The low correlation (0.1) between leg length and trunk length underlines the possibility that the two height components provide relatively independent information on exposures influencing growth. The principle findings are that birthweight and parental height were associated with both components of height, energy intake and breastfeeding were independently associated with leg length, whereas serious illness in childhood and parental divorce were associated with trunk length.

A methodological challenge when examining associations with the components of stature is how to take account of overall body size and whether the biologically relevant measurement is disproportion or absolute length of the leg or trunk. Various approaches have been used previously. Analyses of mortality patterns in the Boyd Orr cohort models examining leg length-mortality associations included a term for trunk length and vice versa.16,23 In assessing the association of leg length and trunk length with cardiovascular disease in Caerphilly men the ratio of trunk length to leg length was used.17 In Wadsworth's analysis the difference between z-scores for leg and trunk length was used. The factors most strongly related to this measure were overcrowding and breastfeeding—overcrowding leading to disproportionately short legs, and breastfeeding to long legs. The authors however make little of this analysis focussing mainly on the multivariable models for leg length and trunk length separately.

How should we interpret these findings? Many factors were examined in the models and the fact that different exposures were associated with each component of height may be a chance finding. The lack of association with most of the nutrients is not surprising in view of the limited nature of the dietary data (mothers recall of the child's diet in the previous 24 hours). This area requires consideration in birth cohorts with more detailed diet information. Whilst the association between leg length and energy intake replicates a finding in univariable analyses of the Boyd Orr cohort, in multivariable analyses in that study energy intake was associated with trunk but not leg length.24 The association of breastfeeding with leg length replicates findings in the Boyd Orr cohort25 and suggests this is an area worthy of further study. There is debate concerning the long-term impact of patterns of infant feeding on adult health, but the associations between breastfeeding and leg length suggest this may be a biologically relevant exposure underlying leg length-mortality associations.
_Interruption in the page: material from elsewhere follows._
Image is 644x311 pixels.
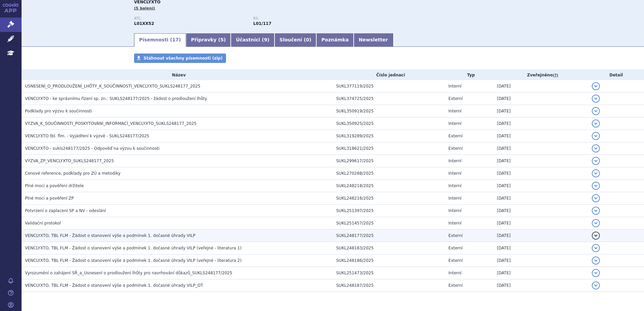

Leg Length, Trunk Length and Chronic Disease Risk

This analysis of the 1946 birth cohort provides further evidence of the potential use of leg length as a measure of pre-pubertal exposures. Its independence from birthweight26 is suggested by the similarity of trunk-birthweight and leg-birthweight associations. Other analyses of the exposures influencing leg and trunk length in childhood and adulthood are now needed to confirm these findings. Similarly further analyses of risk factor and mortality associations with the components of stature are necessary to replicate the findings to date in a limited number of cohorts—Boyd Orr, Caerphilly, NHANES and the Honolulu Heart Programme.16,17,27,28

Importantly consensus regarding the relevant ‘biomarker’ is required—is somatic disproportion or absolute leg the more important. In the Caerphilly study, findings were similar for both measures.